By Dan Gross
Pianist-composer Bill Dobbins has been an esteemed member of Eastman’s jazz faculty twice: from 1973 to 1994, and again from 2002 to the present. He is now Professor of Jazz Studies and Contemporary Media, as well as conductor of the Eastman Jazz Ensemble and Eastman Studio Orchestra. His Eastman career has spanned virtually the entire history of jazz at the school, and he worked alongside such revered figures as Rayburn Wright, Fred Sturm, Chuck Mangione, and others.
On May 3, 2017, he celebrated his 70th birthday with a solo recital in Hatch Hall. Shortly afterwards, we caught up with Bill Dobbins in a wide-ranging chat about his life, jazz at Eastman, and jazz in general. This is Part I of our interview.
You started here in 1973. What were the early days of the Eastman Jazz Department like, and what was your role here?
A lot of things were started in the ‘60s by Chuck Mangione, who already had a big band and a course in improvisation here. Then, around 1970, Chuck did a concert with the Rochester Philharmonic Orchestra that featured his music arranged for orchestra, with some singers and well-known musicians from this area involved. The LP was released by Mercury Records [Friends and Love, 1970], so Chuck decided to leave his instructor position he had here, and try to make it, which he did.
When Ray Wright [who started teaching at Eastman in 1970] had this idea of starting a master’s degree program, I ended up getting hired for this new master’s degree program. Ray would cover the writing curriculum, but he needed someone to work with the small groups and work with the second band, and to cover the jazz history, harmony, and improvisation courses. That’s what I was hired to do in 1973.
Tell us more about Ray Wright and the famous summer Arranger’s Holidays.
Ray Wright was in the Glenn Miller Orchestra after Glenn Miller died; he was in the trombone section and did a lot of arranging for them, and when he got off the road, he settled in New York. He ended up as a staff arranger for Radio City Music Hall, working his way up to chief arranger and director of the orchestra.
Don Hunsberger [professor emeritus and former director of the Eastman Wind Ensemble; a friend of Ray Wright’s]– and maybe some other people as well – eventually talked Ray into beginning these “Arranger’s Holiday” programs, coming up during the summer with Manny Albam. I’m not sure when Ray and Manny got to know each other, but Manny was really one of the important big band arrangers; he wrote for dozens of bands that all the major labels were recording in the ‘50s and ‘60s, and for a lot of the famous road bands, including Buddy Rich and Woody Herman.
Ray and Manny were really good friends, and they started coming up in the late ‘50s, and I think their first Arranger’s Holiday guest was an African drummer named Babatunde Olatunji. They had guest artists every summer, and they ranged from singers like Carmen McRae and Sarah Vaughan to instrumentalists like Dave Brubeck, Duke Ellington, Hank Jones, Bob Brookmeyer, Phil Woods, J.J. Johnson… all the big names.
During the three weeks of the Arranger’s Holiday, in the morning students would have class sessions with Ray and Manny, and in the afternoon they would meet in Eastman Theatre with a professional big band, a small studio orchestra or a large studio orchestra, a film scoring group, a jazz ensemble (which was mostly current Eastman students and a few alums). And all of the members of the studio orchestra, the strings and percussionists mostly, were members of the Rochester Philharmonic.
The purpose of these sessions was for the ensembles to read the music that students were writing in the classes. Then at the end of the third week, they put on a concert. The first half was stuff students had written, and the second half featured the guest artist.
[In the late 1950’s, Eastman invited Wright to start a summer workshop for arrangers — the first time a jazz class had ever been officially offered at the School. The summertime Arranger’s Workshops became eagerly anticipated annual events, eventually growing into Arranger’s Holidays. By the late ‘60s and early 70’s, their popular closing concerts featured big-name performers like Duke Ellington, Dave Brubeck, Carmen McRae, Mel Tormé, and Marian McPartland. With Wright’s unprecedented emphasis on providing students with writing and arranging experience, Eastman became the place for bandleaders, artists, and television and film producers to contact for fresh material.]
When Ray had this idea of starting a master’s degree program, I ended up getting hired for this new master’s degree program. Ray Wright would cover the writing curriculum, but he needed someone to work with the small groups and work with the second band, and to cover the jazz history, harmony, and improvisation courses. That’s what I was hired to do in 1973.
By the summer of 1989, when Ray was diagnosed with brain cancer [he died in 1990], he realized that he wasn’t able to do the Arranger’s Holiday the following year. We tried to keep it going with Bill Holman and Manny, but even before Ray became ill, enrollment had dropped. There were already a number of comparative programs that weren’t as long or as expensive, so unfortunately we shut it down. It was an expensive proposition to have a group like that on stage for three hours, for maybe twelve of those fifteen days, to read this new music. It was a totally unique thing; I don’t know anything that ever existed quite on that level.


## What needs to be done
Search the material below for the string "left" and list each line that holds it.

*** Records for this task Section Begins ***

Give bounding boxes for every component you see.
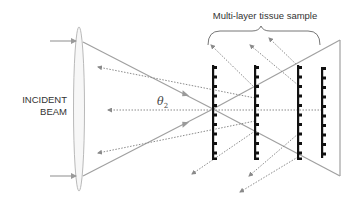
incident-label-line1: INCIDENT (14, 94, 67, 106)
angle-label: θ2 (157, 95, 168, 110)
beam-diverge-lower (213, 109, 340, 176)
beam-diverge-upper (213, 40, 340, 109)
lens (74, 27, 85, 191)
angle-subscript: 2 (164, 102, 168, 110)
tissue-layer-3 (297, 65, 302, 160)
incident-beam-label: INCIDENT BEAM (14, 94, 67, 118)
beam-lower-arrow-icon (182, 122, 189, 129)
tissue-layer-2 (254, 65, 259, 160)
scattered-rays (98, 38, 322, 192)
tissue-layer-4 (321, 67, 326, 158)
beam-upper (83, 42, 213, 109)
beam-upper-arrow-icon (182, 90, 189, 97)
incident-label-line2: BEAM (14, 106, 67, 118)
tissue-layer-1 (212, 65, 217, 160)
angle-symbol: θ (157, 95, 164, 108)
brace-icon (208, 26, 320, 45)
sample-title: Multi-layer tissue sample (206, 10, 324, 22)
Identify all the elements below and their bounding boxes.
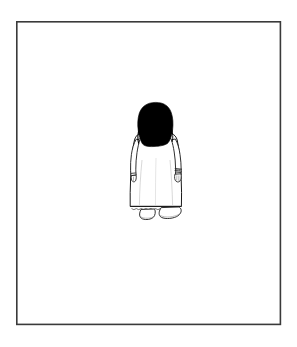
illustration-canvas	[0, 0, 297, 347]
hair	[138, 102, 173, 146]
left-hand	[131, 175, 136, 182]
left-cuff	[131, 173, 136, 174]
artwork-svg	[0, 0, 297, 347]
right-hand	[175, 174, 182, 182]
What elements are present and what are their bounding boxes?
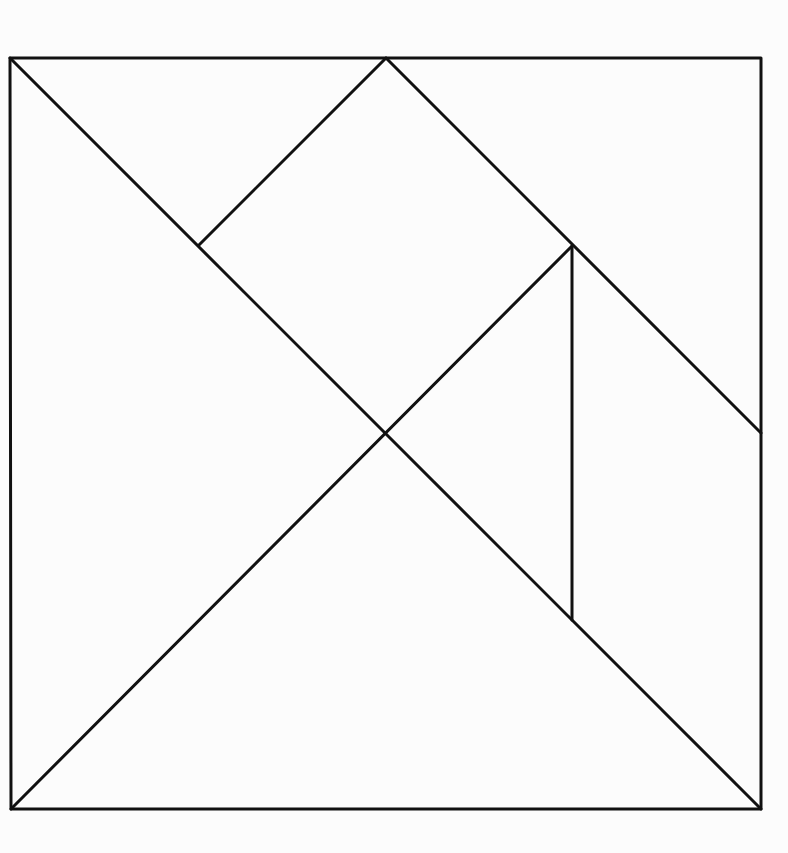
tangram-diagram: Large triangle (left)Large triangle (bot…: [0, 0, 788, 853]
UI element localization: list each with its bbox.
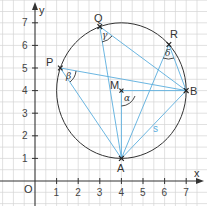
x-tick-1: 1 [54, 187, 60, 198]
x-tick-2: 2 [75, 187, 81, 198]
y-tick-6: 6 [22, 40, 28, 51]
y-axis-arrow-icon [32, 2, 38, 10]
y-tick-3: 3 [22, 108, 28, 119]
y-tick-5: 5 [22, 63, 28, 74]
x-tick-5: 5 [140, 187, 146, 198]
segment-s-label: s [153, 123, 158, 134]
point-Q-label: Q [94, 12, 103, 24]
point-A-label: A [117, 162, 125, 174]
x-tick-6: 6 [162, 187, 168, 198]
y-tick-4: 4 [22, 85, 28, 96]
x-tick-7: 7 [183, 187, 189, 198]
angle-arcs [70, 36, 174, 106]
y-axis-label: y [39, 4, 45, 16]
point-R-label: R [170, 28, 178, 40]
point-M-label: M [110, 79, 119, 91]
origin-label: O [24, 183, 33, 195]
x-axis-label: x [194, 167, 200, 179]
x-tick-4: 4 [118, 187, 124, 198]
angle-delta-label: δ [165, 48, 170, 58]
tick-marks [32, 23, 186, 184]
x-tick-3: 3 [97, 187, 103, 198]
y-tick-1: 1 [22, 153, 28, 164]
y-tick-2: 2 [22, 130, 28, 141]
angle-gamma-label: γ [102, 30, 108, 40]
point-B-label: B [190, 85, 197, 97]
point-P-label: P [46, 56, 53, 68]
inscribed-angle-diagram: 1 2 3 4 5 6 7 1 2 3 4 5 6 7 O x y s α β … [0, 0, 207, 206]
angle-beta-label: β [65, 71, 71, 81]
angle-alpha-label: α [124, 93, 130, 103]
y-tick-7: 7 [22, 17, 28, 28]
point-R-marker [167, 42, 172, 47]
angle-arc-delta [163, 58, 174, 59]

*** Records for this task Section Ends ***

## Answer box
left-hand	[131, 175, 136, 182]
left-cuff	[131, 173, 136, 174]
tangram-diagram: Large triangle (left)Large triangle (bot…: [0, 0, 788, 853]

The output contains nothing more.